A blast of wailing sound hit Walter like a tidal wave as Chick strummed out a set of heavy power chords.
“Alone I was only able to open the gate for a few seconds,” Walter hollered, gesturing wildly at Bell and shouting at the top of his lungs to be heard over the music. “And together, you and I kept it open for what, ten seconds? Fifteen?”
“It’s so obvious, I can’t believe we didn’t think of it sooner.” Bell rolled away from the drum kit as Iggy mounted up and started banging out a back beat. “More people. Longer time. And having the alpha wave generator helped us all synchronize minds and stay connected. It allowed us to link minds and share the same trip. We opened the portal together, wider and longer than ever before.”
Bell scooped up the alpha wave generator and slipped it into the canvas messenger bag he’d used to bring it in.

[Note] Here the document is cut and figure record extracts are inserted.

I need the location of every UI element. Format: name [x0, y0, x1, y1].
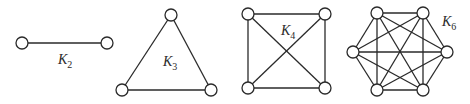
- vertex-k3-0: [165, 9, 177, 21]
- edge-k6-2-3: [423, 52, 447, 90]
- edge-k6-0-5: [353, 13, 377, 52]
- edge-k3-0-1: [122, 15, 171, 90]
- complete-graphs-diagram: K2 K3 K4 K6: [0, 0, 470, 104]
- vertex-k2-0: [16, 37, 28, 49]
- vertex-k6-2: [441, 46, 453, 58]
- graph-k2: [16, 37, 113, 49]
- label-k4: K4: [280, 23, 295, 41]
- vertex-k3-1: [116, 84, 128, 96]
- vertex-k4-3: [242, 82, 254, 94]
- vertex-k6-1: [417, 7, 429, 19]
- graph-k4: [242, 8, 331, 94]
- vertex-k3-2: [205, 84, 217, 96]
- vertex-k6-3: [417, 84, 429, 96]
- vertex-k6-0: [371, 7, 383, 19]
- label-k2: K2: [57, 52, 72, 70]
- vertex-k2-1: [101, 37, 113, 49]
- vertex-k6-5: [347, 46, 359, 58]
- graph-k3: [116, 9, 217, 96]
- vertex-k4-0: [242, 8, 254, 20]
- label-k6: K6: [441, 14, 456, 32]
- edge-k3-0-2: [171, 15, 211, 90]
- label-k3: K3: [162, 54, 177, 72]
- graph-k6: [347, 7, 453, 96]
- vertex-k4-1: [319, 8, 331, 20]
- vertex-k6-4: [371, 84, 383, 96]
- edge-k6-4-5: [353, 52, 377, 90]
- vertex-k4-2: [319, 82, 331, 94]
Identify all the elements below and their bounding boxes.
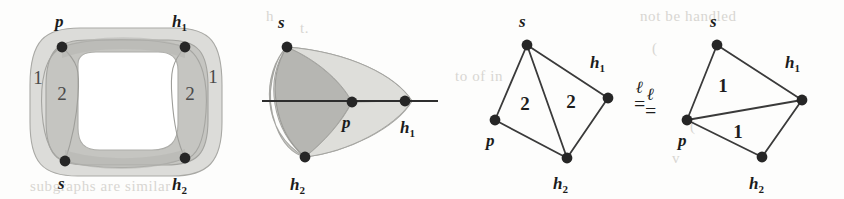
graph-node-s [712,40,723,51]
node-label-h1: h1 [785,53,800,74]
equivalence-symbol: ℓ= [645,86,656,115]
graph-edge-p-h1 [687,100,802,120]
graph-edge-s-p [687,45,717,120]
node-label-p: p [676,131,687,150]
node-label-s: s [709,12,717,31]
panel-planar-graph-faces-1: 11 sph2h1 [0,0,844,199]
face-weight-label: 1 [718,75,728,96]
face-weight-label: 1 [733,121,743,142]
equivalence-symbol: ℓ= [634,79,645,108]
node-label-h2: h2 [749,174,764,195]
graph-edge-p-h2 [687,120,762,157]
graph-node-h1 [797,95,808,106]
figure-container: ht.not be handledofato of in(V(vsubgraph… [0,0,844,199]
graph-edge-h2-h1 [762,100,802,157]
equivalence-symbol-equals: = [645,101,656,115]
graph-node-h2 [757,152,768,163]
panel-4-face-labels: 11 [718,75,743,142]
graph-node-p [682,115,693,126]
equivalence-symbol-equals: = [634,94,645,108]
panel-4-nodes: sph2h1 [676,12,807,195]
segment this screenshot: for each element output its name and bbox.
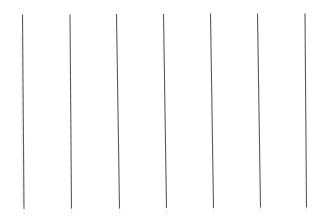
vertical-line-figure — [0, 0, 325, 217]
screenshot-canvas — [0, 0, 325, 217]
figure-background — [0, 0, 325, 217]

“But this is excellent.” Walter grabbed one of Bell’s arms with his right hand and one of Nina’s with the left, and dragged them toward the door, away from the wall of throbbing sound emanating from the happy and oblivious musicians. “Thirty-eight seconds, even twenty-eight, would surely be enough time to goad our quarry through the rift. All we have to do is gather another similarly sized test group.” He shouldered open the door and shoved Nina and Bell through. “Then lure the killer to the spot as the trip reaches its—” he slammed the door “—peak.”
The shouted word peak echoed down the street, way too loud now that the music was muffled by the closed door.

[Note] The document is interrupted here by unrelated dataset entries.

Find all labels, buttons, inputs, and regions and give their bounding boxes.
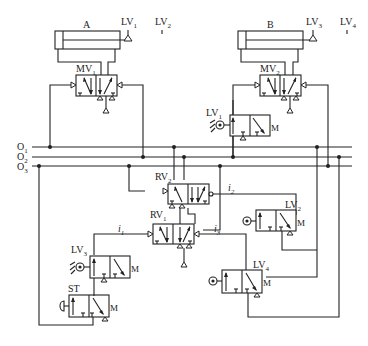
svg-text:B: B [267,19,274,30]
svg-text:ST: ST [68,283,80,294]
svg-text:LV3: LV3 [306,16,322,30]
svg-text:LV4: LV4 [340,16,356,30]
svg-text:A: A [83,19,91,30]
svg-text:M: M [297,218,305,228]
svg-text:LV1: LV1 [206,107,222,121]
svg-text:LV3: LV3 [71,244,87,258]
svg-text:M: M [131,264,139,274]
limit-valve-lv4: LV4 M [209,259,271,297]
svg-text:M: M [263,278,271,288]
limit-valve-lv1: LV1 M [206,100,279,157]
svg-text:RV1: RV1 [150,209,167,223]
svg-text:M: M [271,123,279,133]
svg-text:LV1: LV1 [121,16,137,30]
start-valve-st[interactable]: ST M [60,278,118,321]
push-button-icon [60,301,64,311]
limit-valve-lv3: LV3 M [70,244,139,282]
svg-text:RV2: RV2 [155,171,172,185]
pneumatic-circuit-diagram: O1 O2 O3 A LV1 LV2 MV1 [0,0,368,346]
limit-valve-lv2: LV2 M [243,199,317,250]
limit-valve-lv1-actuator-a: LV1 [121,16,137,41]
limit-valve-lv4-marker: LV4 [340,16,356,34]
svg-text:i1: i1 [118,223,124,237]
limit-valve-lv3-actuator-b: LV3 [306,16,322,41]
svg-text:M: M [110,303,118,313]
limit-valve-lv2-marker: LV2 [155,16,171,34]
main-valve-mv1: MV1 [50,63,143,157]
svg-text:LV2: LV2 [155,16,171,30]
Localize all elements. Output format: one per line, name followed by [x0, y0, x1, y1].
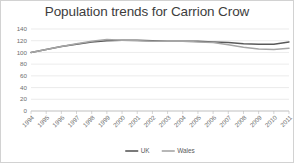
x-axis-tick-label: 1996 [51, 113, 66, 128]
x-axis-tick-label: 1997 [66, 113, 81, 128]
y-axis-tick-label: 100 [17, 49, 28, 56]
y-axis-tick-label: 40 [20, 84, 27, 91]
line-chart-svg: 020406080100120140 199419951996199719981… [1, 25, 295, 165]
legend-label-uk: UK [141, 147, 151, 154]
x-axis-tick-label: 2003 [157, 113, 172, 128]
x-axis-tick-label: 2002 [142, 113, 157, 128]
y-axis-tick-label: 20 [20, 95, 27, 102]
x-axis-tick-label: 2004 [172, 113, 187, 128]
x-axis-tick-marks [31, 111, 289, 114]
x-axis-tick-label: 1999 [96, 113, 111, 128]
x-axis-tick-label: 2010 [263, 113, 278, 128]
x-axis-tick-label: 2011 [279, 113, 294, 128]
x-axis-tick-label: 1998 [81, 113, 96, 128]
y-axis-tick-label: 0 [24, 107, 28, 114]
chart-container: Population trends for Carrion Crow 02040… [0, 0, 294, 163]
plot-area: 020406080100120140 199419951996199719981… [1, 25, 295, 165]
y-axis-tick-label: 140 [17, 25, 28, 32]
y-axis-tick-label: 80 [20, 60, 27, 67]
y-axis-tick-label: 120 [17, 37, 28, 44]
y-axis-tick-label: 60 [20, 72, 27, 79]
x-axis-tick-label: 1995 [36, 113, 51, 128]
x-axis-tick-label: 2008 [233, 113, 248, 128]
chart-title: Population trends for Carrion Crow [1, 4, 293, 19]
x-axis-tick-label: 2006 [203, 113, 218, 128]
x-axis-tick-label: 2007 [218, 113, 233, 128]
y-axis-tick-labels: 020406080100120140 [17, 25, 28, 114]
x-axis-tick-label: 2005 [187, 113, 202, 128]
data-series-group [31, 40, 289, 53]
x-axis-tick-label: 2001 [127, 113, 142, 128]
x-axis-tick-label: 2009 [248, 113, 263, 128]
x-axis-tick-label: 2000 [112, 113, 127, 128]
x-axis-tick-labels: 1994199519961997199819992000200120022003… [21, 113, 294, 128]
x-axis-tick-label: 1994 [21, 113, 36, 128]
legend-label-wales: Wales [177, 147, 195, 154]
chart-legend: UKWales [125, 147, 195, 154]
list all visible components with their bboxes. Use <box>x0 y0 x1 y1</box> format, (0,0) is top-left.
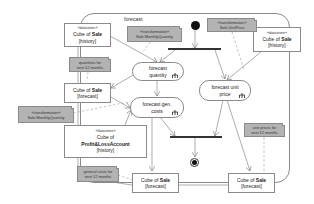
rake-icon <box>239 93 245 98</box>
object-state: [forecast] <box>241 183 262 189</box>
object-state: [history] <box>79 38 97 44</box>
activity-label: forecast <box>124 16 142 22</box>
object-state: [history] <box>268 42 286 48</box>
object-sale-forecast-mid[interactable]: Cube of Sale [forecast] <box>132 173 179 193</box>
object-state: [forecast] <box>77 93 98 99</box>
note-text: Sale.UnitPrice <box>220 25 245 30</box>
note-text-2: next 12 months <box>251 130 278 135</box>
datastore-sale-history-right[interactable]: «datastore» Cube of Sale [history] <box>253 27 301 52</box>
object-sale-forecast-right[interactable]: Cube of Sale [forecast] <box>228 173 275 193</box>
join-bar[interactable] <box>170 136 222 138</box>
action-label-2: quantity <box>149 72 167 78</box>
note-text: Sale.MonthlyQuantity <box>136 34 173 39</box>
object-sale-forecast-left[interactable]: Cube of Sale [forecast] <box>64 83 111 103</box>
note-general-costs[interactable]: general costs for next 12 months <box>77 166 119 182</box>
note-unit-prices[interactable]: unit prices for next 12 months <box>244 123 285 137</box>
datastore-profit-loss-history[interactable]: «datastore» Cube of Profit&LossAccount [… <box>64 125 147 158</box>
note-text-2: next 12 months <box>85 174 112 179</box>
action-forecast-gen-costs[interactable]: forecast gen. costs <box>130 97 184 118</box>
note-transformation-unit-price[interactable]: «transformation» Sale.UnitPrice <box>207 18 257 32</box>
note-text-2: next 12 months <box>77 65 104 70</box>
object-state: [forecast] <box>145 183 166 189</box>
action-label-2: price <box>220 91 231 97</box>
action-forecast-unit-price[interactable]: forecast unit price <box>199 80 251 101</box>
rake-icon <box>172 73 178 78</box>
initial-node[interactable] <box>191 21 200 30</box>
action-forecast-quantity[interactable]: forecast quantity <box>132 62 184 81</box>
rake-icon <box>172 110 178 115</box>
final-node[interactable] <box>190 158 199 167</box>
object-state: [history] <box>97 147 115 153</box>
action-label-2: costs <box>151 108 163 114</box>
note-quantities[interactable]: quantities for next 12 months <box>69 57 111 72</box>
fork-bar[interactable] <box>168 48 221 50</box>
note-transformation-monthly-quantity-left[interactable]: «transformation» Sale.MonthlyQuantity <box>18 106 74 123</box>
note-text: Sale.MonthlyQuantity <box>28 115 65 120</box>
note-transformation-monthly-quantity-top[interactable]: «transformation» Sale.MonthlyQuantity <box>127 26 182 42</box>
datastore-sale-history-left[interactable]: «datastore» Cube of Sale [history] <box>64 23 111 47</box>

“Is that all?” Nina said, raising a sarcastic eyebrow. “And how do you propose that we set it up? Who do you suggest we...”
Walter frowned, held up a finger, and looked around.
“Does anyone else smell smoke?” he asked.
They scanned the length of the block, and spotted flickering orange light playing over the brick and corrugated metal skins of the buildings at the far end of the block. The night was suddenly thick with the stink of burning plastic, and filled with frightened shouts. From the shipyard across the street came a sound like bridge cables twisting in a high wind.
“Oh, dear.” Walter closed his eyes. “Not again.”
“I thought there weren’t any people in this neighborhood?” Bell said.
“There weren’t supposed to be,” Nina said. “Not on this block, anyway. But if more trippers equaled a longer duration for the gate, maybe it also equaled a wider psychic blast radius.”
“Did you notice the tendrils spreading out from the edges of the gateway?” Walter asked.
“Yes!” Bell replied. “Clearly that’s the moment when the psychic bleed through begins. Nina, do you remember how long the gate was open before the tendrils became visible?”
A scream from an alley three buildings to the left cut off her reply.
“Get ’em off me!” A high, tremulous voice echoed through the alley. “Get ’em off!”
Walter and Bell exchanged a look and ran to the mouth of the narrow passageway. A few yards in, a homeless man was crabbing backward out of his bedroll as if there was a snake in it, and pressing against the dumpster that had been serving as a shelter.
“Get ’em off!” he screeched.
“The DTs?” Bell suggested, brow arched. “Not uncommon in alcoholics.”
Walter took a few cautious steps closer to the squirming man.
“No,” he said. “Look!”
Under the harsh glare of a security light, he could see the man’s naked, grime-caked torso was covered in what looked like rat bites. He was bleeding from more than a dozen crescent-shaped punctures.
Walter ran and grabbed the bottom of the roll and pulled, helping the man shuck clear of the bedding, then threw it away and knelt beside the man.
“Are you alright?” Walter asked. “What was biting you? Was it rats?”
But the man was still twisting and swatting at nothing.
“Get ’em off me!” he cried. “Get ’em off me!”